Back to Africa Check

No, photo not of police brutality during Kenya’s coronavirus curfew

A photo posted on a Kenyan Facebook group shows uniformed officers beating a woman and a man with batons. The woman is on her knees as an officer strikes her.

“Police will kill Kenyan's more than corona will do. #CurfewKenya,” the caption reads.

The photo also appears in a post that’s been shared more than 1,600 times. The text reads: “I feel alot of pain when i see many policemen beating one woman like this even when she is on her knees in the name of curfew nonsense ... She only got late after staying at bus stage from 4pm up to past 7pm waiting for matatu.” (A matatu is a minibus taxi.)
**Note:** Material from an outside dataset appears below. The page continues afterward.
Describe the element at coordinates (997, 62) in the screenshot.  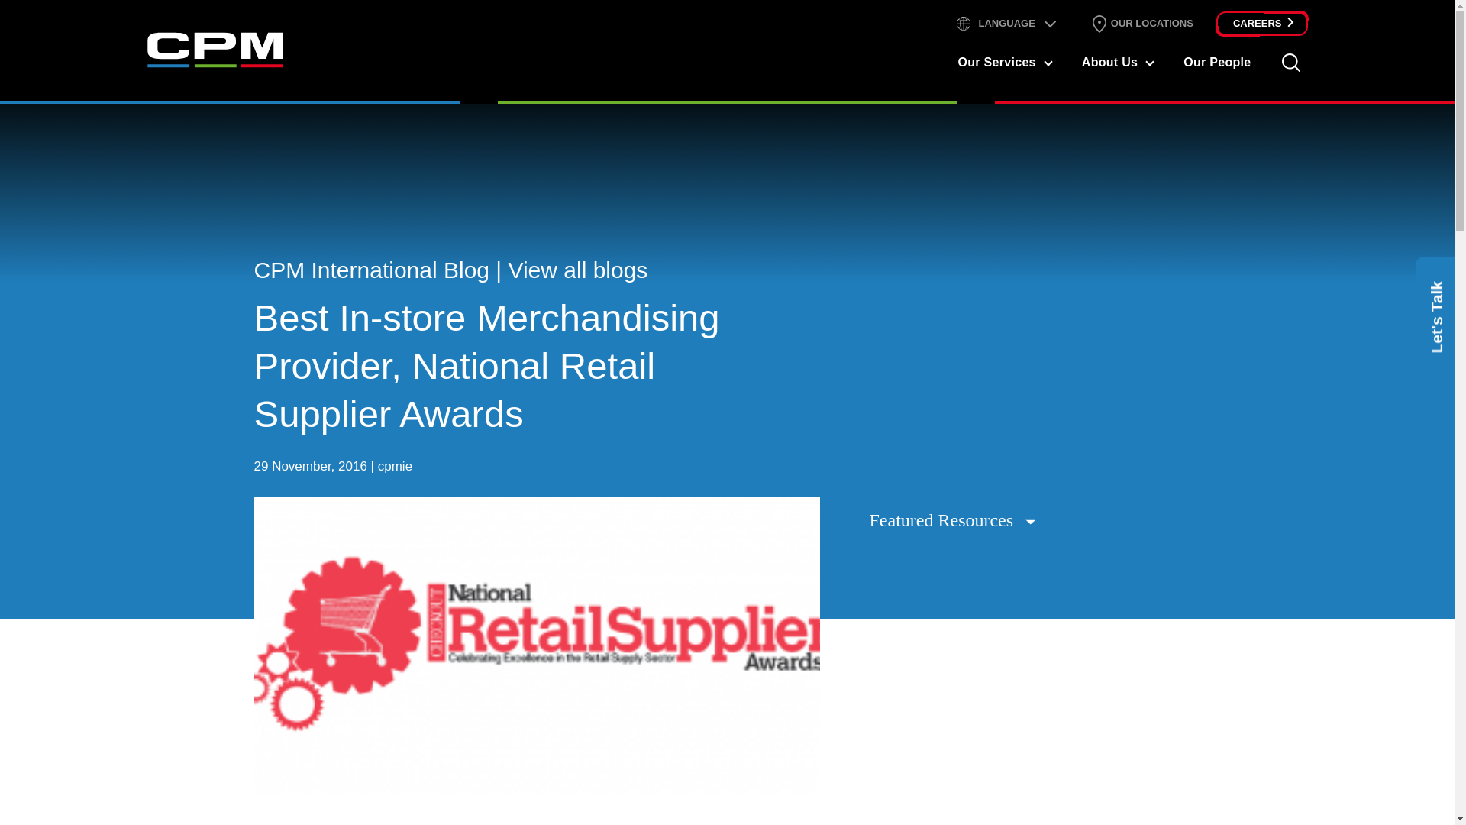
I see `Our Services` at that location.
On 27 March 2020, Kenyan president Uhuru Kenyatta imposed a daily dusk-to-dawn curfew to help contain the spread of Covid-19

The Star newspaper has used the photo in one of their articles on the curfew.

The curfew, from 7pm to 5am, is being enforced by Kenyan police. But photos, videos and media reports of police brutality under the curfew have been widely condemned.
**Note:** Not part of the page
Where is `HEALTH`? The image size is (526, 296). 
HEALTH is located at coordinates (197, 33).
Does the Facebook photo show more curfew brutality? We checked. 



Photo from 2016 opposition protests


A reverse image search reveals the photo was taken by Reuters photographer Goran Tomasevic in 2016. It shows police violence during protests by then-opposition party Coalition for Reforms and Democracy against the Independent Electoral and Boundaries Commission. 

The Reuters caption reads: “Kenyan policemen beat protesters during clashes in Nairobi, Kenya May 16, 2016.” The photo also appears in a Reuters news report on the protests.

The photo is nearly four years old. It was not taken during the current curfew. – Dancan Bwire




 

Republish our content for free

Please complete this form to receive the HTML sharing code.

For publishers: what to do if your post is rated false

A fact-checker has rated your Facebook or Instagram post as “false”, “altered”, “partly false” or “missing context”. This could have serious consequences. What do you do?

Click on our guide for the steps you should follow.

Publishers guide

Africa Check teams up with Facebook

Africa Check is a partner in Meta's third-party fact-checking programme to help stop the spread of false information on social media.

The content we rate as “false” will be downgraded on Facebook and Instagram. This means fewer people will see it.

You can also help identify false information on Facebook. This guide explains how.

Add new comment

Restricted HTML

  • Allowed HTML tags: <a href hreflang> <em> <strong> <cite> <blockquote cite> <code> <ul type> <ol start type> <li> <dl> <dt> <dd> <h2 id> <h3 id> <h4 id> <h5 id> <h6 id>
  • Lines and paragraphs break automatically.
  • Web page addresses and email addresses turn into links automatically.
limit: 600 characters

Want to keep reading our fact-checks?

We will never charge you for verified, reliable information. Help us keep it that way by supporting our work.

Become a newsletter subscriber

Support independent fact-checking in Africa.